We use Bayes theorem to estimate p(y|x) given p(x|y):

p(x|y)p(y)
p(y|x) = (A.4)
p(x)

where p(y) is the probability of observing y at all, and p(x) is the probability of observing x. We can
obtain p(x) by summing over all models y:
X
p(x) = p(x|z)p(z) (A.5)
z∈Y

where Y is the set of all models.


It is very unusual to reason about whole images. It is much more usual to make measurements from
images and so associate many values with each pixel. For example, the intensity, the intensity gradient,
and the curvature of any edge through the pixel might be considered as important. Such values are
considered an element in a vector of measures associated with the pixel. We need multivariate statistics
to handle such data. Note that all the above continues to apply.
Suppose xi ∈ ℜn is a column vector of measures from the ith pixel. Imagine the data xi as points
scattered in n-dimensional space, they make a cloud of some kind. We would like to know the average
value of these measures, and the multivariate equivalent of standard deviation:
N
1 X
x̄ = xi (A.6)
N i=1
N
1 X
C = (xi − x̄)(xi − x̄)T (A.7)
N − 1 i=1

where N is the number of pixels. The average value x̄ is at the centre of the cloud. (At least, we hope
it is — the cloud may be doughnut shaped, so the average can sometimes be far away from every data
point!). The (n × n) matrix C is the correlation matrix. It relates the measures in pixel i to those in
pixel j. If |cij | is large, than the two sets of measures are correlated — maybe they share they same
underlying cause. In terms of the “cloud” of points, large correlations mean the cloud is well spread out,
at least in some directions (like a rugby ball). Correlations are positive or negative, depending on the
sign of cij ; these indicate the orientation of the cloud.
It is a remarkable fact that the matrix C can be decomposed into a matrix product:

C = ULUT (A.8)
58 APPENDIX A. MATHEMATICAL BACKGROUND

each of which is n × n.
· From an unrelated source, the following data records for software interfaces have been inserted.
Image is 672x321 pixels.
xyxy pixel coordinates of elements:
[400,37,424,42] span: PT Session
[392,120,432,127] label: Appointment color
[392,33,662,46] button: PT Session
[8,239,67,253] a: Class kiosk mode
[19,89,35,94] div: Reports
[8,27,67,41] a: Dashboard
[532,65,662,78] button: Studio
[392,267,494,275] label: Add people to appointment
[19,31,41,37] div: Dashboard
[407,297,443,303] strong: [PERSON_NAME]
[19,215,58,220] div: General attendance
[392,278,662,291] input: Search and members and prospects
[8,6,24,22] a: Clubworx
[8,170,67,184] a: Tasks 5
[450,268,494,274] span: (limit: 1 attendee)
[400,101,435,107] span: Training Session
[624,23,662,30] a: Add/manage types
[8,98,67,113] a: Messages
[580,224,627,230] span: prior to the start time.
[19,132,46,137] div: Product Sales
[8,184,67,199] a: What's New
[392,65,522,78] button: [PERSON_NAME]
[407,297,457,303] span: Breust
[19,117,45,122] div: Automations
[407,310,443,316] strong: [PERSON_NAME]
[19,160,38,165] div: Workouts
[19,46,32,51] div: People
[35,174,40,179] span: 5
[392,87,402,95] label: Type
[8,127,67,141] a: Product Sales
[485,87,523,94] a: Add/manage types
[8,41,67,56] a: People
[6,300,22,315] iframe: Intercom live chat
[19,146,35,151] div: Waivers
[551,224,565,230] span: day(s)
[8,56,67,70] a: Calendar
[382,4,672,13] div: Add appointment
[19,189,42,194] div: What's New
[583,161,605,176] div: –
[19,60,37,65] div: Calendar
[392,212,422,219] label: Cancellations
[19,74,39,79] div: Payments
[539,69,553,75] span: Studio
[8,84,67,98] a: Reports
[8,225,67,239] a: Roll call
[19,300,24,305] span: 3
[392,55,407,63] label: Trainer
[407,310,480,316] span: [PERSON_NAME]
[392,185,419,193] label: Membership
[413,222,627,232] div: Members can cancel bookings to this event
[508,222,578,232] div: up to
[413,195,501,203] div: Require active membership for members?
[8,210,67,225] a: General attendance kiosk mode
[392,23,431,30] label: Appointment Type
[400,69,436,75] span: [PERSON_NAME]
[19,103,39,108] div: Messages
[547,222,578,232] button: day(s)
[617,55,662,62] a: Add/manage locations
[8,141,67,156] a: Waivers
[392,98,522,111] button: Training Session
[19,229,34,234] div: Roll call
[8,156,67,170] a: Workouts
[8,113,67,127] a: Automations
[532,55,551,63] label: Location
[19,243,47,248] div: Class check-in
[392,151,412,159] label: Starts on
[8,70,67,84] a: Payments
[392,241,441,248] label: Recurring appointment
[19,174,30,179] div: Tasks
The matrix U is orthonormal, whose columns are called eigenvectors. The
matrix L is diagonal whose elements are called eigenvalues. The ith eigenvalue gives the length of
the ith eigenvector. In fact the eigenvalues give the variance of the data when projected onto the
corresponding eigenvector.
The eigenvectors represent a set of basis vectors through the cloud of points. In fact, the basis set in
U is somehow a “natural” basis set. The “largest” eigenvector points in the direction of greatest spread
though the point cloud. The next largest eigenvector points along the second-most largest spread, and
so on. in practice it is common to deflate the system by discarding eigenvectors that are very small.
Bibliography

[1] David A. Forsyth and Jean Ponce. Computer Vision A Modern Approach. Prentice Hall, New Jersey,
2003.
[2] Gene H. Golub and Charles F. Van Loan. Matrix computations. Johns Hopkins, 1983.
[3] R.C. Gonzalez and R.E. Woods. Digital Image Processing. Prentice-Hall, 1992.
[4] W.H. Press, B.P. Flannery, S.A. Teukolsky, and W.T. Vetterling. Numercial Recipies in C: The Art
of Scientific Computing. Cambridge University Press, 1998.
[5] P.H.S Torr and A.W. Fitzgibbon. Invariant fitting of two view geometry or “in defiance of the 8
point algorithm”. In R. Harvey and J.A. Bangham, editors, British Machine Vision Conference,
pages 83–92. BMVC, 2003.
[6] Andrew Webb. Statistical Pattern Recognition. Newnes, Oxford, 1999.